Stokes won the election on the first ballot, getting a majority over all of the other nine candidates. Once he had been confirmed in his election as Divisional Organiser by the union, in March 1937, Stokes finally replied to the Communist Party over his act of disloyalty. Although Stokes was only suspended from membership for a short period as a result of ignoring Party discipline, he took this rap on the knuckles to make it a resigning issue and left the Communist Party for good. But he remained friendly towards it and its members for some time. He even had extensive talks in February 1940 with Harry Pollitt on the latter’s suggestion that Stokes consider standing for the AEU EC, with the Party’s full support.

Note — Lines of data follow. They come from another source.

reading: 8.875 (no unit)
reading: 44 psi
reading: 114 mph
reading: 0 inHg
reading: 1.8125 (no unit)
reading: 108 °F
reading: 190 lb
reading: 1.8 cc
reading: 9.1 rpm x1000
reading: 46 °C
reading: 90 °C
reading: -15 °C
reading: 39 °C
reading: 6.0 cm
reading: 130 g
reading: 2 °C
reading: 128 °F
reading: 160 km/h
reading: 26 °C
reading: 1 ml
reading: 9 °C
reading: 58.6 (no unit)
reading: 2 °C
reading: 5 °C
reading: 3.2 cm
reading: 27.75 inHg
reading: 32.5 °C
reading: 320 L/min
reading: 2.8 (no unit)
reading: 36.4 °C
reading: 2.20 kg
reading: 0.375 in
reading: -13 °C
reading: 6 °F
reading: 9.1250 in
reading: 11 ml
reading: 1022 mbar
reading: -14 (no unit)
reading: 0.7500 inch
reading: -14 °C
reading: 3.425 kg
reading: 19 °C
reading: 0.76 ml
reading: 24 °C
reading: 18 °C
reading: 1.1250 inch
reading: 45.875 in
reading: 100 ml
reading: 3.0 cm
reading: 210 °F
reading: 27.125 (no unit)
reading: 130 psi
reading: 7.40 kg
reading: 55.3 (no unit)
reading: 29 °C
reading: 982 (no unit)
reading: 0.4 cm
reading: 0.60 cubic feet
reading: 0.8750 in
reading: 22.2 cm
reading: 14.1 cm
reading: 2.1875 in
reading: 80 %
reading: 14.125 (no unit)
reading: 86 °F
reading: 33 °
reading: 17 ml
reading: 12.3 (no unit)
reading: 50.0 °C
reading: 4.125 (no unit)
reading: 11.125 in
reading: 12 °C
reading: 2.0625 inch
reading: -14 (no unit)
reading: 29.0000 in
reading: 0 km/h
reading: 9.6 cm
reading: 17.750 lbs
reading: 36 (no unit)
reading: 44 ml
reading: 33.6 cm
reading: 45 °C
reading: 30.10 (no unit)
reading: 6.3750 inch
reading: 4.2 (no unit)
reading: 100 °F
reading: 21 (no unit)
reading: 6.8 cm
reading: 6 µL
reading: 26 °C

Then, when the Daily Worker was banned in January 1941 and, for a time, even the Party looked like being banned, Stokes suddenly put distance between himself and all Communists. His political shift, from then onwards, became steadily ever more right-wing. By November 1941, he was discussing with the AEU President what he saw as a dangerous tendency for the influence of the Communist Party to be massively rising in the "unofficial shop stewards movement". It was a complete 180 degree turn for Stokes to have arrived at this juncture.
A probable coherent explanation for the breach with the Party was that the AEU had nominated Stokes during 1940 as a member of the wartime Midland Regional Board, established by the Ministry of Supply. It was the start of a long process of absorption and incorporation into the British State for Billy Stokes and very many of trades unionists. His anti-communism now assumed huge proportion, especially after his involvement in an AEU delegation to the USA in 1949, to the United Auto Workers, during the course of which he made speeches arguing for the role of NATO as a peacemaker!
In 1950, he was appointed a Justice of the Peace in Coventry and then became, successively, Vice Chairman and Chairman of the Ministry of Supply Board. Although he had soon left this role, when he was appointed to the government’s Iron and Steel Corporation on which he sat for the next three years, having left the service of his union as a result. Although this now rendered him technically unemployed, Stokes was able to widely travel in the United States and Canada with his wife and on returning it was as if he had never been a militant trades unionist.
By the time of the Cold War, he was known as a vociferous opponent of Communists and, in 1954, he was appointed Personnel Manager of Armstrong Siddeley, a post from which he retired in 1959. From 1959 to 1964 he served as a part-time member of the East Midlands Electricity Board. From the early 1960s he was increasingly engaged in lecturing to pre-retirement courses and to retired people's organisations. He became a JP in 1950 and was Chairman of the Coventry bench in 1966. He died in 1977, having been made a CBE (Commander of the British Empire).
Source: Daily Worker 31st October 1932; “Communist Politics and Shop Stewards in Engineering 1935-46”, Richard Croucher, University of Warwick thesis – April 1977; W H Stokes papers, Warwick University Modern Records Department. Daily Worker miscellaneous references too numerous to mention.